They don’t make women like this any more

She was tall, full-bosomed and large-limbed, with compact shoulders. Her whole figure reflected an unusual strength, without detracting from the feminity of her appearance. She was all woman, in spite of her bearing and her garments. The latter were incongruous, a view of her present environs. Instead of a skirt, she wore short, wide-legged silk breeches, which ceased a hand’s breadth short of her knees, and were upheld by a wide silken sash worn as a girdle. Flaring-topped boots of soft leather came almost to her knees, and a low-necked, wide-collared, wide-sleeved silk shirt completed her costume. On one shapely hip she wore a straight double-edged sword, and on the other a long dirk.
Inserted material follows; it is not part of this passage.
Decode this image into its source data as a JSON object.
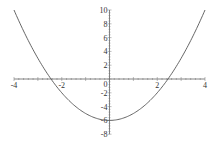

Her unruly golden hair, cut square at her shoulders, was confined by a band of crimson satin.
Against the background of somber, primitive forest she posed with an unconscious picturesqueness, bizarre and out of place. She should have been posed against a background of sea-clouds, painted masts and wheeling gulls. There was the colour of the sea in her wide eyes. And that was as it should have been, because this was Valeria of the Red Brotherhood, whose deeds are celebrated in song and ballad wherever seafarers gather.

Come to think of it, they don’t make men like this any more either. When was the last time you celebrated anybody’s deeds in song and ballad?

It’s a cruel, bland, dispiriting world.

0 Responses to They don’t make women like this any more

  1. Beatzo says:

    Robert E Howard. *sigh* They don’t make writers like him anymore.